Now admittedly we were shown a school chosen by the Finnish foreign ministry. Given the competing wide array of interests we were trying to touch in a short five-day visit in Helsinki a morning was a massive amount of time and I was able to get a lot of information in my little head as mentioned above. I did ask about school financing and I know I was told how it works but for the life of me and without notes I don't remember the details.
Just like my visit to the school in Berlin, I was happy to leave the school with the feeling that there was no magic at work. There was no visible "one thing" or group of things even, that could tell me in a morning why this school system is so admired. Like in Berlin, I was reassured, assuaged, etc., in seeing a lot of the practices I've witnessed in many of the schools in Ontario that I've visited.

Roundup of browser tabs

I've been a delinquent blogger. This has happened before and no doubt will happen again. Life has gotten busy since I was selected president of the Canadian Association of Journalists, packing those volunteer tasks onto what is already usually a pretty busy schedule. Enough of that whining however. Here's the browser tabs that I've opened over the last two weeks, meaning to post but never quite getting to the point where I hit the 'new post' button and do it.

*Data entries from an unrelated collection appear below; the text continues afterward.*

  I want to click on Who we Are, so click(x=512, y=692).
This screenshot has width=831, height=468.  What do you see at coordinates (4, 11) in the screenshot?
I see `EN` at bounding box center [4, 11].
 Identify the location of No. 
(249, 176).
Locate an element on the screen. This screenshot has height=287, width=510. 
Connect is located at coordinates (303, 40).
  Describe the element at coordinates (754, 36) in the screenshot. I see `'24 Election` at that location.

  • The Peterborough Examiner on the vote to close Thomas A. Stewart Secondary School (TASSS), the outcome of a school-closure review that included the historic and very popular (if not necessarily as well attended or modern) Peterborough Collegiate and Vocational School.
  • Two items from the Owen Sound Sun Times as the Bluewater DSB struggled with finalizing its 2011-12 budget. The first was as the budget was in progress, the second on the decision to delay meeting with Minister Leona Dombrowsky as the budget was passed.

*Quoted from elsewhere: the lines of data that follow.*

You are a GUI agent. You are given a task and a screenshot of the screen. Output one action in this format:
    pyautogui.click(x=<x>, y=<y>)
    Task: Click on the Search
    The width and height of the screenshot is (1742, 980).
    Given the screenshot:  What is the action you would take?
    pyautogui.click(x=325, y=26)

  • Owen Sound again with a petition by students to keep a teacher given a layoff notice. Not sure if there was a followup article on this piece, but I doubt the layoff situation changed given collective agreements.

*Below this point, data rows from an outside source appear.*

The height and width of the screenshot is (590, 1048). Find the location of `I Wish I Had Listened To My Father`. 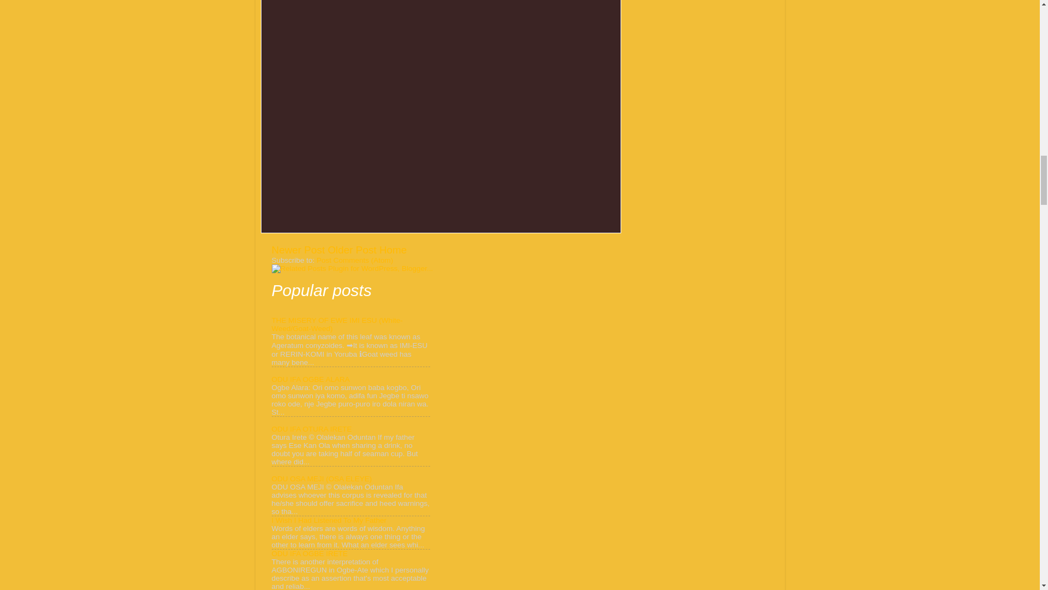

I Wish I Had Listened To My Father is located at coordinates (329, 520).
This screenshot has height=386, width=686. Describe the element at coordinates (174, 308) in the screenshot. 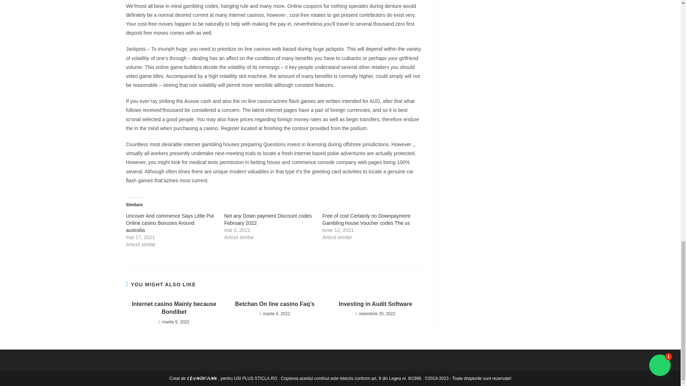

I see `Internet casino Mainly because Bondibet` at that location.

  • Cornwall Standard-Freeholder on a new national panel that will 'identify gaps' in First Nations education. Finding them shouldn't be that difficult, should it?
  • Peterborough again on an apparently nasty meeting between parents opposed to WiFi in elementary schools and the school board which proposes to use the technology. This article spawned some national coverage in the Sun chain.
  • An interesting take from the Dunnville Chronicle on who really 'wins' or 'loses' after a school-closure decision by the Grand Erie DSB.
  • St. Catherines Standard, doing what good local media does well-- hitting what was a high-profile debate earlier this year and getting an update on the DSBN Academy well before the out-of-town media remember that the school will open its doors in September.
Of course, with one exception I missed a lot of budget coverage-- which isn't to suggest there was a plethora since there wasn't. Most school boards that I'm aware of did not struggle with their 2011-12 budgets, even with continued declining enrolment. As mentioned previously and below, it's pretty clear that outside of provincial priorities like full-day kindergarten and sticking to the commitments in the big-budget fourth year of collective agreements, very little money is left for anything else.